Homeopathy was significantly cheaper. Well, d'uh!
Discussion:
They report "adjusted analyses" were required for baseline differences between the cohorts, but the methods are neither explained nor the data reported.
"the design closely reflects regular clinical practice, so that outcome and cost measurements provide a more realistic picture than can be expected in a randomised trial"
We have a name for that kind of study, data dredge.
"Because conventional therapy can be viewed as an active control, there was the initial possibility that homoeopathic treatment might be found significantly inferior to conventional therapy. Thus, it is remarkable that homoeopathic treatment was never shown to be inferior in this study."
Not really. All you have to do is choose problems for which conventional medicine has no complete answers and assess your groups over long enough intervals that spontanenous improvements can be expected.
They then witter on for half a page about how their adjustments "allowed for self-selection by adjustment for baseline characteristics".
See, you don't need proper controls just do your study badly and adjust the baseline afterwards.
"While the study demonstrates differences in favour of homoeopathic therapy, it cannot explain what actually 'drives' these results"
Once again...d'uh!
"Homeopathy may inherently be more effective for the diagnoses under investigation compared to conventional treatment.

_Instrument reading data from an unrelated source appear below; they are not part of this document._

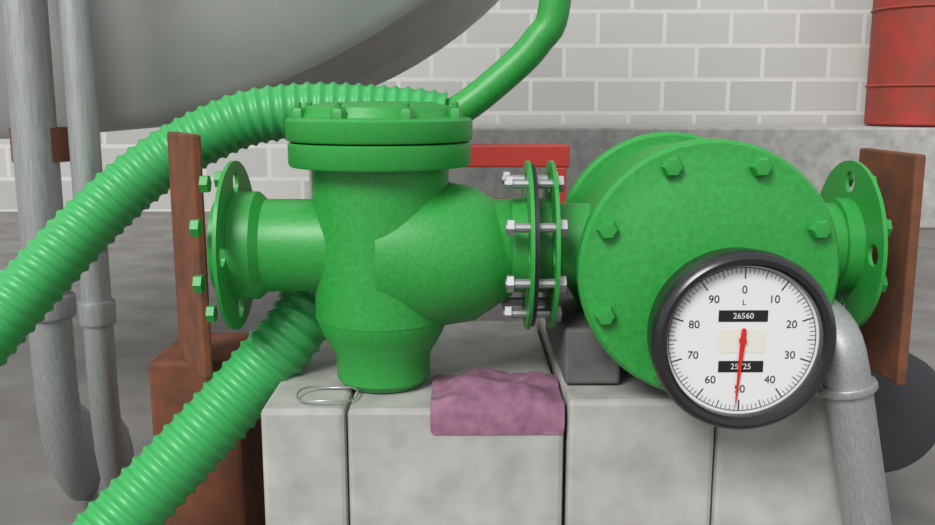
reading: 51 L
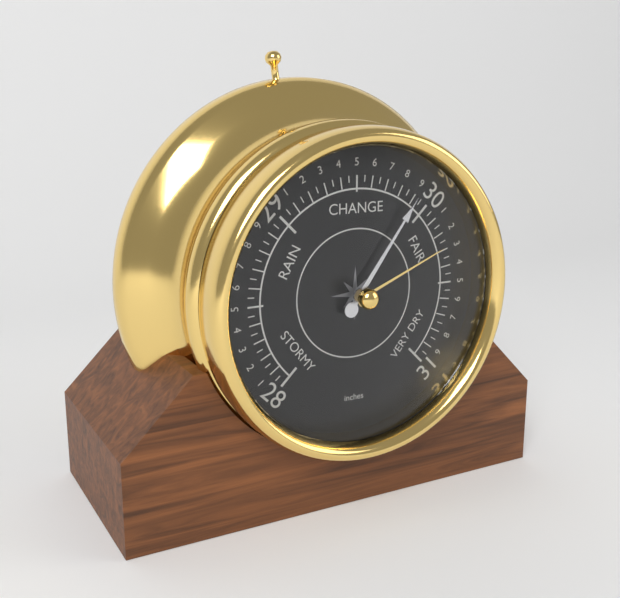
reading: 29.90 inches
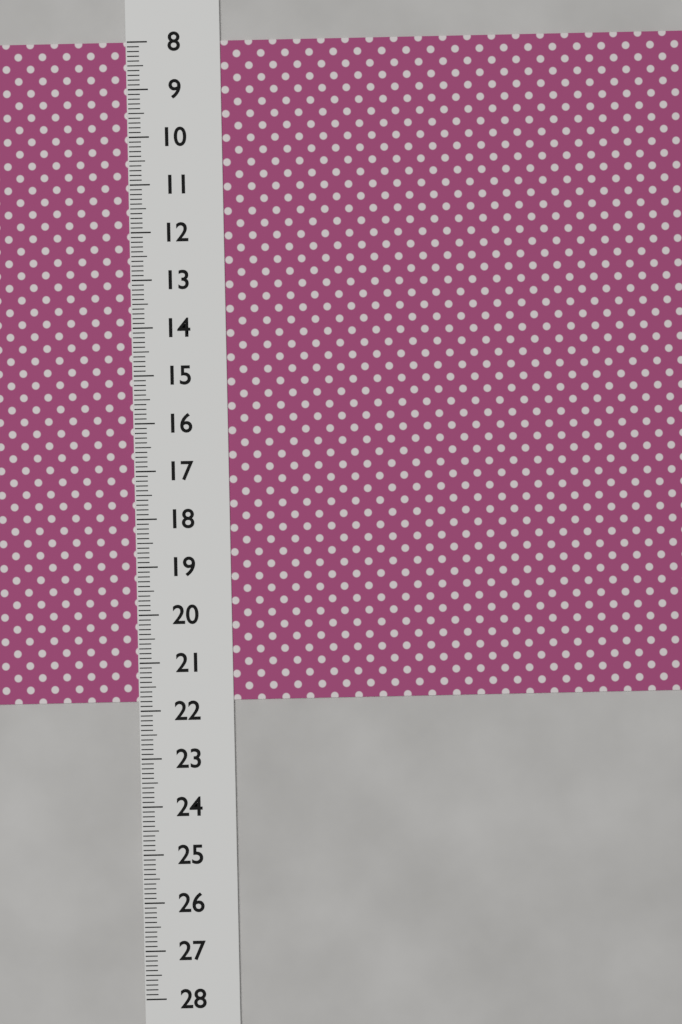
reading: 21.8 (no unit)
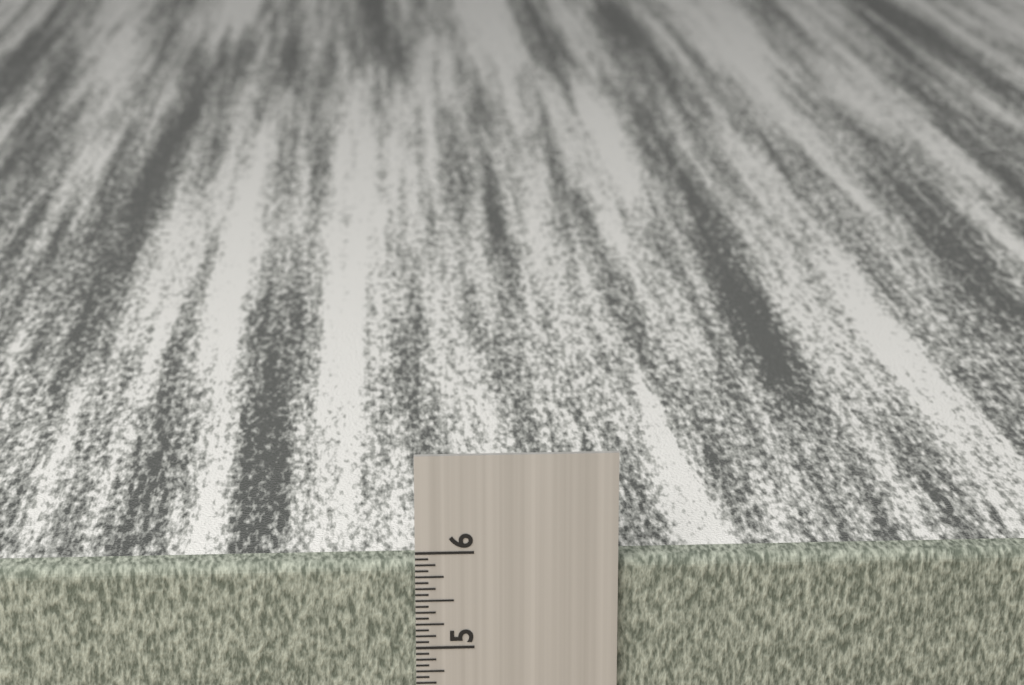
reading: 5.8750 in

It may also be that...compliance...is better. Finally, a methodical limitation of our study is the unblinded severity rating that might contribute to the observed results."
And yet again...d'uh!!
Of course, that third explanation should have caused this to be dropped in the reviewer's wastepaper bin, but this is "Complementary Therapies in Medicine" and they publish rubbish like this.
One interesting feature is the level of justfication they employ to get the reader to take the results at face value. The way it is written implies that these bozos really believe the stuff they are writing and that their methods are valid. So it adds some weight to the
"quacks unknowing" side of the scales, i.e. they are buffoons not frauds.